Chapter 12, “Conclusion: Reorienting Chinese and World History,” suggests ways that this new understanding of the Jiankang Empire can reorient our perspective on Chinese, East Asian, Southeast Asian, and comparative medieval history. The chapter shows how a more rigorous framework for identifying cultural and ethnic groups can help clarify the process of acculturation and ethnic identification in East Asia in the first millennium CE. It demonstrates how a better understanding of the Jiankang Empire’s precedent sheds new light on the rise of the tenth-century southern kingdoms and the Tang-Song transition, many aspects of which can be understood as the “southernization” of Central Plains–based imperial regimes. And it suggests important new opportunities for comparative research between the regimes of the Sino–Southeast Asian zone and the Indo-Southeast Asian zone, as well as between medieval East Asia and medieval Europe.


Author(s):  
Aziz al-Azmeh

The Arabs entered modernity with the entry of the modern world – soldiers, merchants, diplomats, and capitalism – into Arab lands. Modern history removed Arabs from the cultural and civilisational continuity that they came to think had persisted for centuries, and impelled them to changes and breakthroughs in all domains of society, culture, and political structures. These changes traversed these domains and sectors, provoking new developments unevenly, articulated by a structural connection between the Arabs and world history with its centre first in Europe, and then the Atlantic, and finally in the Atlantic and East Asia, with a dispersed geographical centre uniting the world into the single temporal unit of today’s advanced capitalism....


2010 ◽  
Vol 36 (2) ◽  
pp. 185-208 ◽  
Author(s):  
Tonio Andrade

Over the past few years, this journal has hosted a debate central to world history and historical sociology: Joseph M. Bryant’s bold assault on the revisionist model of global history and the revisionists’ equally trenchant defense. A key point of disagreement concerns Europeans' relative military advantages vis-a-vis Asians. Both sides cite literature from historians’ Military Revolution Model, but each takes different lessons from that literature. The revisionists see a slight military imbalance in favor of Europe but deny that it reflects a general European technological lead. Bryant believes that the European technological lead is significant and reflects a more general modernizing trend. This article tries to resolve the disagreement by appealing to data from East Asia. First, it argues that recent work in Asian history points to what we can call a Chinese Military Revolution, which compels us to place the European Military Revolution in a larger, Eurasian context: not just western European but also East Asian societies were undergoing rapid military change and modernization during the gunpowder age. Second, it adduces evidence from a new study of the Sino-Dutch War of 1661-1668 (a war that both Bryant and the revisionists cite, each, again, taking divergent lessons) to come to a more precise evaluation of the military balance between China and western Europe in the early modern period: western cannons and muskets didn’t provide a discernible advantage, but western war ships and renaissance forts did.
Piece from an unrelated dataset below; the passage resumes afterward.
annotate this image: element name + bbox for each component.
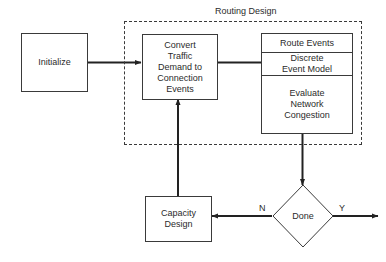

The article concludes that the revisionists are correct in their belief that Asian societies were undergoing rapid changes in military technology and practices along the lines of those taking place in western Europe and that the standard model Bryant defends is incorrect because it presumes that Asian societies are more stagnant than is warranted by the evidence. At the same time, the article argues that counter-revisionists like Bryant are correct in their belief that military modernization was proceeding more quickly in Europe than that in Asia, which may indicate that the counter-revisionists are correct on a basic point: there was an early divergence between the west and the rest of Eurasia. At first this divergence was slight – so slight, indeed, that it probably left little clear evidence in the noisy and poor early modern data we have available. But the divergence increased over time. Thus, we can speak of a small but accelerating divergence.